Julian repeated it, louder, because arrogance always wants an encore. Camille giggled. I nodded once, walked to the drawer beneath the espresso machine, and pulled out a plain manila folder I’d been keeping there for six weeks. Julian’s smirk flickered. Inside were three things: the deed to the Beacon Hill house, listed solely under my name because his credit had been shredded by a failed crypto venture in 2019; a certified letter from Mass General’s legal department confirming that the ‘consulting firm’ Julian had been billing through Camille was, in fact, receiving kickbacks from a vendor I’d flagged to compliance two months earlier; and a notarized prenup his own mother had begged me to sign the week before our wedding, guaranteeing that infidelity forfeited any claim to marital assets.
I slid the folder across the marble. “Read page four, Julian. Camille, you’ll want page seven—your name is on the vendor invoices.” His bourbon glass paused mid-air. Camille’s pearls suddenly looked heavy on her throat.
Then the doorbell rang. Two investigators from the hospital’s compliance office stepped into the foyer, polite, unhurried. Behind them was my attorney, Priya, holding a second folder—custody filings already stamped by the Suffolk County court that morning, backed by three years of Julian’s own text messages calling Mateo ‘the kid’ and asking when I’d be home to ‘handle him.’
Julian’s voice cracked. “Elena, wait—we can talk—”
“You had nine years to talk,” I said. “Tonight you sign, Julian. Not me.”
Camille tried to slip out the side door. Priya blocked her with a smile as sharp as a scalpel. “Ms. Reyes, the vendor’s attorneys would love a word. They’re downstairs.”
I walked upstairs, kissed Mateo’s forehead where he slept, and listened to the quiet click of the front door closing behind the life I no longer had to carry. By sunrise, the pearls were back in my grandmother’s box, the bourbon was down the drain, and the kitchen—my kitchen—finally smelled like coffee I’d brewed for one.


• WHAT TO PRODUCE
Reproduction without pictures: print every entry precisely as written.

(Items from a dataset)
····················

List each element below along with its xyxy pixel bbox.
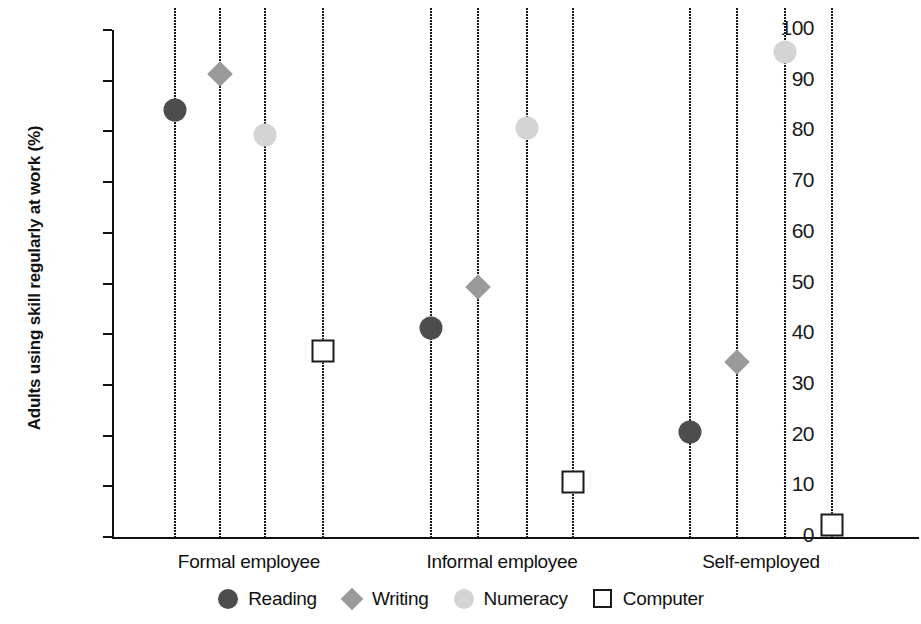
chart-legend: ReadingWritingNumeracyComputer (0, 588, 921, 610)
data-point-computer[interactable] (821, 513, 844, 536)
y-tick (103, 181, 112, 183)
legend-label: Reading (248, 588, 317, 610)
y-tick (103, 29, 112, 31)
drop-line (430, 8, 432, 537)
data-point-reading[interactable] (679, 420, 702, 443)
plot-area: 0102030405060708090100 Formal employeeIn… (112, 8, 919, 537)
gray-diamond-icon (341, 588, 363, 610)
y-tick (103, 435, 112, 437)
drop-line (264, 8, 266, 537)
data-point-writing[interactable] (207, 61, 232, 86)
y-tick (103, 232, 112, 234)
y-axis-line (112, 30, 114, 537)
y-tick (103, 80, 112, 82)
category-label: Informal employee (426, 551, 577, 573)
drop-line (784, 8, 786, 537)
drop-line (174, 8, 176, 537)
drop-line (736, 8, 738, 537)
data-point-writing[interactable] (724, 349, 749, 374)
legend-item-numeracy[interactable]: Numeracy (453, 588, 568, 610)
legend-label: Writing (372, 588, 429, 610)
y-tick (103, 283, 112, 285)
data-point-numeracy[interactable] (516, 116, 539, 139)
legend-item-computer[interactable]: Computer (592, 588, 704, 610)
data-point-computer[interactable] (312, 340, 335, 363)
data-point-computer[interactable] (562, 471, 585, 494)
legend-item-writing[interactable]: Writing (341, 588, 429, 610)
legend-label: Computer (623, 588, 704, 610)
legend-item-reading[interactable]: Reading (217, 588, 317, 610)
data-point-reading[interactable] (420, 316, 443, 339)
dark-circle-icon (217, 588, 239, 610)
drop-line (831, 8, 833, 537)
y-tick (103, 333, 112, 335)
data-point-numeracy[interactable] (774, 40, 797, 63)
legend-label: Numeracy (484, 588, 568, 610)
drop-line (572, 8, 574, 537)
drop-line (322, 8, 324, 537)
y-tick (103, 384, 112, 386)
y-tick (103, 536, 112, 538)
drop-line (689, 8, 691, 537)
drop-line (526, 8, 528, 537)
skills-by-employment-chart: Adults using skill regularly at work (%)… (0, 0, 921, 624)
category-label: Self-employed (702, 551, 820, 573)
category-label: Formal employee (178, 551, 320, 573)
drop-line (477, 8, 479, 537)
y-tick (103, 130, 112, 132)
data-point-writing[interactable] (465, 274, 490, 299)
data-point-numeracy[interactable] (254, 124, 277, 147)
light-circle-icon (453, 588, 475, 610)
hollow-square-icon (592, 588, 614, 610)
drop-line (219, 8, 221, 537)
y-axis-title: Adults using skill regularly at work (%) (25, 68, 45, 488)
data-point-reading[interactable] (164, 99, 187, 122)
y-tick (103, 485, 112, 487)
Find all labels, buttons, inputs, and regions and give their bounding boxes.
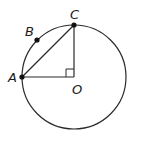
right-angle-marker <box>66 69 74 77</box>
label-o: O <box>72 82 82 97</box>
point-a <box>19 74 24 79</box>
point-b <box>34 37 39 42</box>
label-a: A <box>7 70 17 85</box>
point-c <box>71 22 76 27</box>
label-b: B <box>25 24 34 39</box>
label-c: C <box>70 7 80 22</box>
circle-diagram: A B C O <box>0 0 142 141</box>
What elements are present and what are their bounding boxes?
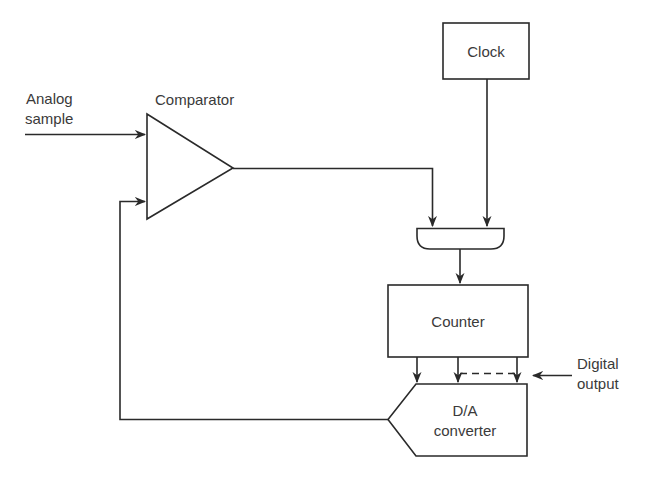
- feedback-arrow: [120, 202, 388, 420]
- clock-label: Clock: [467, 43, 505, 60]
- dac-label-line1: D/A: [452, 402, 477, 419]
- analog-sample-label-line2: sample: [25, 110, 73, 127]
- comparator-label: Comparator: [155, 91, 234, 108]
- analog-sample-input: Analog sample: [25, 90, 145, 135]
- counter-block: Counter: [388, 285, 528, 357]
- digital-output: Digital output: [533, 355, 620, 392]
- clock-block: Clock: [443, 23, 529, 226]
- comparator-triangle-icon: [147, 114, 233, 219]
- and-gate-icon: [417, 229, 504, 250]
- digital-output-label-line1: Digital: [577, 355, 619, 372]
- comparator-block: Comparator: [147, 91, 234, 219]
- dac-pentagon: [388, 384, 527, 456]
- dac-label-line2: converter: [434, 422, 497, 439]
- dac-block: D/A converter: [388, 384, 527, 456]
- adc-block-diagram: Analog sample Comparator Clock Counter D…: [0, 0, 649, 482]
- digital-output-label-line2: output: [577, 375, 620, 392]
- comparator-to-gate-arrow: [233, 169, 433, 227]
- analog-sample-label-line1: Analog: [26, 90, 73, 107]
- counter-label: Counter: [431, 313, 484, 330]
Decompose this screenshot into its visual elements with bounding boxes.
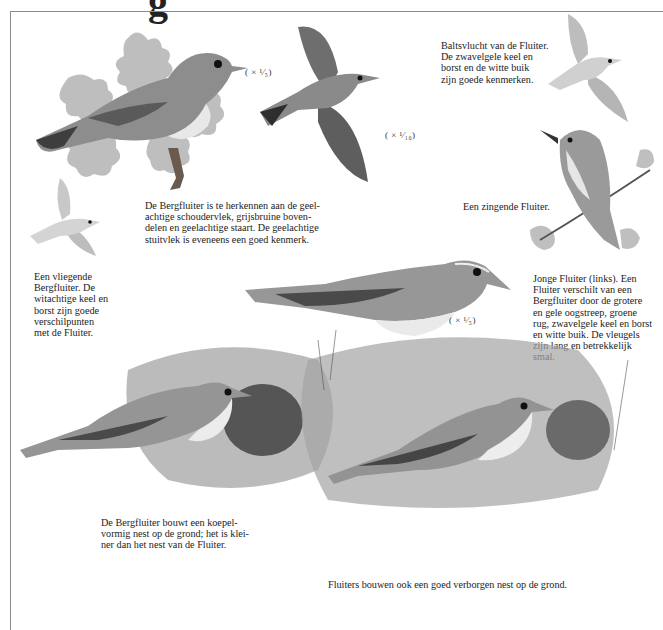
caption-bergfluiter-nest: De Bergfluiter bouwt een koepel- vormig …	[101, 517, 249, 551]
caption-baltsvlucht: Baltsvlucht van de Fluiter. De zwavelgel…	[441, 40, 549, 85]
caption-zingende: Een zingende Fluiter.	[463, 201, 550, 212]
illustration-fluiter-singing	[530, 110, 660, 270]
illustration-bird-flying-top	[258, 22, 388, 182]
caption-bergfluiter-herkennen: De Bergfluiter is te herkennen aan de ge…	[145, 200, 320, 245]
illustration-nest-scene	[18, 330, 638, 520]
illustration-bergfluiter-flying-small	[30, 178, 102, 258]
scale-label-flying: ( × ¹⁄₁₀)	[385, 130, 416, 140]
book-page: g ( × ¹⁄₅)	[0, 0, 663, 630]
illustration-bergfluiter-perched	[18, 18, 248, 193]
caption-vliegende: Een vliegende Bergfluiter. De witachtige…	[34, 271, 108, 338]
caption-fluiter-nest: Fluiters bouwen ook een goed verborgen n…	[328, 579, 567, 590]
illustration-fluiter-display-flight	[548, 14, 638, 124]
frame-left-border	[10, 11, 11, 630]
scale-label-juvenile: ( × ¹⁄₅)	[449, 315, 476, 325]
frame-top-border	[10, 11, 663, 12]
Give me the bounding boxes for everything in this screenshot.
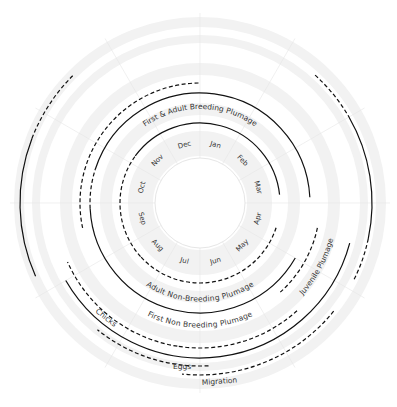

····················

• FINISHED TASK
List each element below along with its xyxy pixel bbox.
chart-legend: ReadingWritingNumeracyComputer (0, 588, 921, 610)
data-point-computer[interactable] (821, 513, 844, 536)
y-tick (103, 181, 112, 183)
legend-label: Reading (248, 588, 317, 610)
y-tick (103, 29, 112, 31)
drop-line (430, 8, 432, 537)
data-point-reading[interactable] (679, 420, 702, 443)
plot-area: 0102030405060708090100 Formal employeeIn… (112, 8, 919, 537)
gray-diamond-icon (341, 588, 363, 610)
y-tick (103, 435, 112, 437)
drop-line (264, 8, 266, 537)
data-point-writing[interactable] (207, 61, 232, 86)
y-tick (103, 232, 112, 234)
y-axis-line (112, 30, 114, 537)
y-tick (103, 80, 112, 82)
category-label: Informal employee (426, 551, 577, 573)
drop-line (784, 8, 786, 537)
drop-line (174, 8, 176, 537)
drop-line (736, 8, 738, 537)
data-point-writing[interactable] (724, 349, 749, 374)
legend-item-numeracy[interactable]: Numeracy (453, 588, 568, 610)
legend-label: Writing (372, 588, 429, 610)
y-tick (103, 283, 112, 285)
data-point-numeracy[interactable] (516, 116, 539, 139)
legend-item-computer[interactable]: Computer (592, 588, 704, 610)
data-point-computer[interactable] (312, 340, 335, 363)
data-point-computer[interactable] (562, 471, 585, 494)
legend-item-writing[interactable]: Writing (341, 588, 429, 610)
legend-label: Computer (623, 588, 704, 610)
legend-item-reading[interactable]: Reading (217, 588, 317, 610)
data-point-reading[interactable] (420, 316, 443, 339)
dark-circle-icon (217, 588, 239, 610)
drop-line (831, 8, 833, 537)
y-tick (103, 333, 112, 335)
data-point-numeracy[interactable] (774, 40, 797, 63)
legend-label: Numeracy (484, 588, 568, 610)
drop-line (572, 8, 574, 537)
drop-line (322, 8, 324, 537)
y-tick (103, 384, 112, 386)
y-tick (103, 536, 112, 538)
drop-line (689, 8, 691, 537)
drop-line (526, 8, 528, 537)
skills-by-employment-chart: Adults using skill regularly at work (%)… (0, 0, 921, 624)
category-label: Self-employed (702, 551, 820, 573)
category-label: Formal employee (178, 551, 320, 573)
drop-line (477, 8, 479, 537)
y-tick (103, 130, 112, 132)
data-point-writing[interactable] (465, 274, 490, 299)
data-point-numeracy[interactable] (254, 124, 277, 147)
light-circle-icon (453, 588, 475, 610)
hollow-square-icon (592, 588, 614, 610)
drop-line (219, 8, 221, 537)
y-axis-title: Adults using skill regularly at work (%) (25, 68, 45, 488)
data-point-reading[interactable] (164, 99, 187, 122)
y-tick (103, 485, 112, 487)
Find all labels, buttons, inputs, and regions and give their bounding boxes.
right-angle-marker <box>66 69 74 77</box>
label-o: O <box>72 82 82 97</box>
point-a <box>19 74 24 79</box>
point-b <box>34 37 39 42</box>
label-a: A <box>7 70 17 85</box>
point-c <box>71 22 76 27</box>
label-b: B <box>25 24 34 39</box>
label-c: C <box>70 7 80 22</box>
circle-diagram: A B C O <box>0 0 142 141</box>
What elements are present and what are their bounding boxes?
- feedback-arrow: [120, 202, 388, 420]
- clock-label: Clock: [467, 43, 505, 60]
- dac-label-line1: D/A: [452, 402, 477, 419]
- analog-sample-label-line2: sample: [25, 110, 73, 127]
- comparator-label: Comparator: [155, 91, 234, 108]
- analog-sample-input: Analog sample: [25, 90, 145, 135]
- counter-block: Counter: [388, 285, 528, 357]
- digital-output: Digital output: [533, 355, 620, 392]
- clock-block: Clock: [443, 23, 529, 226]
- comparator-triangle-icon: [147, 114, 233, 219]
- and-gate-icon: [417, 229, 504, 250]
- digital-output-label-line1: Digital: [577, 355, 619, 372]
- comparator-block: Comparator: [147, 91, 234, 219]
- dac-pentagon: [388, 384, 527, 456]
- dac-label-line2: converter: [434, 422, 497, 439]
- dac-block: D/A converter: [388, 384, 527, 456]
- adc-block-diagram: Analog sample Comparator Clock Counter D…: [0, 0, 649, 482]
- digital-output-label-line2: output: [577, 375, 620, 392]
- comparator-to-gate-arrow: [233, 169, 433, 227]
- analog-sample-label-line1: Analog: [26, 90, 73, 107]
- counter-label: Counter: [431, 313, 484, 330]
Decompose this screenshot into its visual elements with bounding boxes.
caption-bergfluiter-nest: De Bergfluiter bouwt een koepel- vormig …	[101, 517, 249, 551]
caption-baltsvlucht: Baltsvlucht van de Fluiter. De zwavelgel…	[441, 40, 549, 85]
caption-zingende: Een zingende Fluiter.	[463, 201, 550, 212]
illustration-fluiter-singing	[530, 110, 660, 270]
illustration-bird-flying-top	[258, 22, 388, 182]
caption-bergfluiter-herkennen: De Bergfluiter is te herkennen aan de ge…	[145, 200, 320, 245]
illustration-nest-scene	[18, 330, 638, 520]
illustration-bergfluiter-flying-small	[30, 178, 102, 258]
scale-label-flying: ( × ¹⁄₁₀)	[385, 130, 416, 140]
book-page: g ( × ¹⁄₅)	[0, 0, 663, 630]
illustration-bergfluiter-perched	[18, 18, 248, 193]
caption-vliegende: Een vliegende Bergfluiter. De witachtige…	[34, 271, 108, 338]
caption-fluiter-nest: Fluiters bouwen ook een goed verborgen n…	[328, 579, 567, 590]
illustration-fluiter-display-flight	[548, 14, 638, 124]
frame-left-border	[10, 11, 11, 630]
scale-label-juvenile: ( × ¹⁄₅)	[449, 315, 476, 325]
frame-top-border	[10, 11, 663, 12]
Give me the bounding boxes for everything in this screenshot.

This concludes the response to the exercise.